I found this somewhat comforting, after I made a decision I never thought would be so hard. I have spent years discussing the jury system, learning about it, and crime, and virtually everything that goes into the administration of justice; I had always thought that being on a jury would be like writing a paper. You do the research, you examine and explore the issues, mining testimony for fact, and in the end, you and your eleven jury-mates—forced to be friends for a fixed period of time—come to the only logical conclusion.
Of course, I always knew that there were such things as hung juries, and I consistently believed that they were a natural outgrowth of either bad lawyering, or bad circumstances. However, I never believed that I’d be the one who might send a jury to that point. I found myself arguing the very legalistic point of whether the Government had actually done its job and proven its case beyond a reasonable doubt. Meanwhile, the rest of the jurors had already gotten me to admit that I believed the person had done that of which he had been accused. Yet I persisted in saying that although the Government had presented all this evidence, I didn’t believe they had actually proved that the defendant was guilty.

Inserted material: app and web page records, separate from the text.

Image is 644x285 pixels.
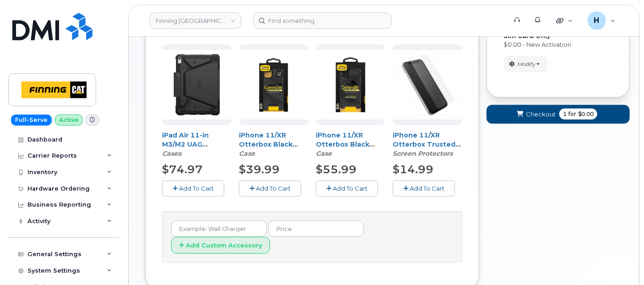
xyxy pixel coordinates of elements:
[150,12,241,29] a: Finning Canada
[162,131,232,158] div: iPad Air 11-in M3/M2 UAG Metropolis SE - Black
[526,110,556,119] span: Checkout
[504,40,613,49] div: $0.00 - New Activation
[504,56,548,72] button: Modify
[316,50,385,119] img: Otterbox_Defender_4.jpg
[162,50,232,119] img: 663a71b0bee04259318752.jpg
[179,185,214,192] span: Add To Cart
[253,12,392,29] input: Find something...
[162,163,203,176] span: $74.97
[268,221,364,237] input: Price
[239,181,301,196] button: Add To Cart
[239,149,255,158] em: Case
[393,181,455,196] button: Add To Cart
[239,131,300,167] a: iPhone 11/XR Otterbox Black Commuter Series Case
[518,60,536,69] span: Modify
[256,185,290,192] span: Add To Cart
[594,15,600,26] span: H
[566,110,578,119] span: for
[393,163,434,176] span: $14.99
[316,131,385,158] div: iPhone 11/XR Otterbox Black Defender Series Case
[316,149,332,158] em: Case
[162,131,215,167] a: iPad Air 11-in M3/M2 UAG Metropolis SE - Black
[578,110,593,119] span: $0.00
[239,131,309,158] div: iPhone 11/XR Otterbox Black Commuter Series Case
[486,105,630,124] button: Checkout 1 for $0.00
[239,50,309,119] img: Otterbox_Commuter_4.jpg
[333,185,367,192] span: Add To Cart
[550,11,579,30] div: Quicklinks
[393,131,461,167] a: iPhone 11/XR Otterbox Trusted Glass screen protector
[393,50,462,119] img: iphone_11_sp.jpg
[409,185,444,192] span: Add To Cart
[563,110,566,119] span: 1
[162,149,181,158] em: Cases
[393,131,462,158] div: iPhone 11/XR Otterbox Trusted Glass screen protector
[171,221,267,237] input: Example: Wall Charger
[316,131,375,167] a: iPhone 11/XR Otterbox Black Defender Series Case
[581,11,622,30] div: hakaur@dminc.com
[393,149,453,158] em: Screen Protectors
[316,181,378,196] button: Add To Cart
[162,181,224,196] button: Add To Cart
[316,163,357,176] span: $55.99
[171,237,270,254] button: Add Custom Accessory
[239,163,280,176] span: $39.99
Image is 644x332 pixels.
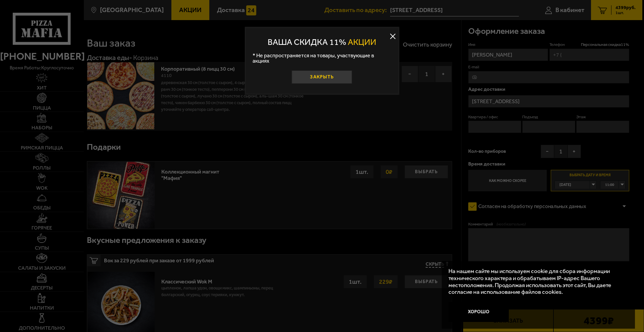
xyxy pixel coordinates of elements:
[292,70,352,84] button: Закрыть
[253,53,391,64] p: * Не распространяется на товары, участвующие в акциях
[449,268,624,295] p: На нашем сайте мы используем cookie для сбора информации технического характера и обрабатываем IP...
[256,38,388,46] h2: Ваша скидка 11%
[348,37,376,47] a: АКЦИИ
[449,302,509,322] button: Хорошо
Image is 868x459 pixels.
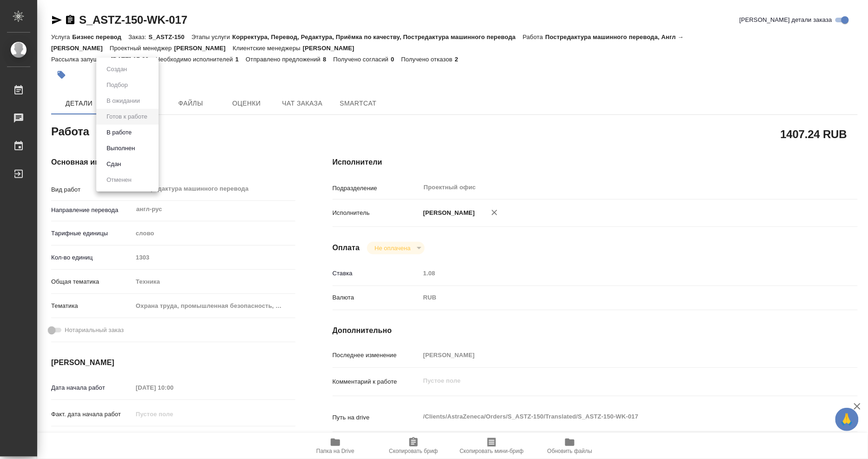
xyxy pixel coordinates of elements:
[104,80,131,90] button: Подбор
[104,112,150,122] button: Готов к работе
[104,96,143,106] button: В ожидании
[104,64,130,74] button: Создан
[104,175,135,185] button: Отменен
[104,127,135,137] button: В работе
[104,143,137,153] button: Выполнен
[104,159,124,169] button: Сдан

As the day progressed, I did come to the realization that he was definitely guilty, and that the only doubt I had had to do with the fact that this was so serious—I was sending someone to jail. My doubt was purely emotional, and while a reasonable emotion, it was not the sort of doubt about the proof that a reasonable person would entertain.
Clearly, then, I feel that the decision I made was right, and I was glad to have been exposed to the other side of the lawyer’s experience. But I did realize that it was hard. And while I’m totally unsure as to whether I could ever pull a trigger or coordinate an attack on behalf of my country, at least I know for sure that I can sit on a jury and find the facts.